I'm trying to sell our group on using Mercurial as a source repository rather than VSS. In the process of updating our build scripts, I'm running into an issue trying to retrieve files from the Hg repository.
Our builds are automated with NAnt and currently work for local builds or builds from VSS (ie, pull the source as needed from VSS). I'm trying to update them to work with Mercurial as well.
Basically, when I'm working with single files, I don't have any issues since I can just use NAnt's 'get' task (after getting the appropriate revision hash) to retrieve the individual file.

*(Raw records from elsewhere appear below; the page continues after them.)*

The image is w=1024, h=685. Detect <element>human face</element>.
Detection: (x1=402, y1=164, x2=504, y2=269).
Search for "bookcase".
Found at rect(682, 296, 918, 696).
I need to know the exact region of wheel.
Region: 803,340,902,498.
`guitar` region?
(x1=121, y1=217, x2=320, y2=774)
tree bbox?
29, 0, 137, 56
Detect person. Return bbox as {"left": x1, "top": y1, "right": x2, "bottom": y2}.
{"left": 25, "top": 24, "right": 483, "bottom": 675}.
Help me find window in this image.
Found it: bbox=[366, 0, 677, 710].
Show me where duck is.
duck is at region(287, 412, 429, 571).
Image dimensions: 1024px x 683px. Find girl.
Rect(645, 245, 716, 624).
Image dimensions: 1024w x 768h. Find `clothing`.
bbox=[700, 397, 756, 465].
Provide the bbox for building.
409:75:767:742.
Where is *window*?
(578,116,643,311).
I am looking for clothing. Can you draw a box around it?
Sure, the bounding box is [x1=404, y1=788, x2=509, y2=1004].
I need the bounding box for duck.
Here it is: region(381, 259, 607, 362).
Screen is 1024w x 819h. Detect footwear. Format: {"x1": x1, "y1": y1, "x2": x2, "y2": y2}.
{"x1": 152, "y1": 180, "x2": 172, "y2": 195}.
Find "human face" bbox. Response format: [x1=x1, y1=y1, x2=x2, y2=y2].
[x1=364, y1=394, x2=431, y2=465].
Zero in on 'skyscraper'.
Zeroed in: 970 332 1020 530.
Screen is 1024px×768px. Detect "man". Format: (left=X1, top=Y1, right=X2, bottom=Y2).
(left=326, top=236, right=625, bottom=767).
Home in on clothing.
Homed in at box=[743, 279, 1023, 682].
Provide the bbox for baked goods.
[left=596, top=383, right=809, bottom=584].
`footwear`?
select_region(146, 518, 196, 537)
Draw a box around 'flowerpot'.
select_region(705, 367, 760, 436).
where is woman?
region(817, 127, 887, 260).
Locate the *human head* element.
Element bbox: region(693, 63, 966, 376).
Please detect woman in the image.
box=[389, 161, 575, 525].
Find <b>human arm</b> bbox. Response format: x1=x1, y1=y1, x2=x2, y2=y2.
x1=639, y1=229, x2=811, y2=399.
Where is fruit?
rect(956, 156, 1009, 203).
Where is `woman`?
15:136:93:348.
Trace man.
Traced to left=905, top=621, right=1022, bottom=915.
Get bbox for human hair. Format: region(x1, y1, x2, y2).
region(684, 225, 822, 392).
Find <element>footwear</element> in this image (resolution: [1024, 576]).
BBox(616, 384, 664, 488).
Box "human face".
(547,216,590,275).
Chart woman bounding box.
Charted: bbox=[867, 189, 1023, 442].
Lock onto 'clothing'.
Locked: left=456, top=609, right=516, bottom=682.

The problem that I'm having is when I need to work with a directory (and subdirectories) of files that aren't at the root of the repository. I can't seem to figure out the proper commands to retrieve/copy a subdirectory from the repository to my 'working' directory for the builds. I've spent basically the whole afternoon trying to figure out how to do this with the mercurial executables (so I can use a NAnt 'exec' task), and have basically hit a wall so I figured I'd try posting here.
Can someone confirm whether this is possible, and provide some suggestions as to how I might be able to do this? I realize that Mercurial tracks changes by files and not directories, but it seems odd to me that this isn't available out of the box (from what I can tell).
If it's just not possible, the only workarounds I see are either maintaining NAnt fileset lists of expected files to work with (ugh!), or cloning the entire repository to a temporary directory and then just copying the files from that source as needed (this feels like a cludge to me).
I realize that I could simply create another repository for the directory that I want to work with, but I'd prefer to not go that route since I think that would increase the complexity of what I'm trying to do by a significant amount (I would have to apply this a large number of times for all of the different libraries that we build..).
Mercurial doesn't let you get only part of a repository. You have to get the whole tree. It's much more whole-repo focused than svn is.
You could try and segment your repository into multiple repos and manage them using the subrepos feature. Then you can pull the subdirectories independently.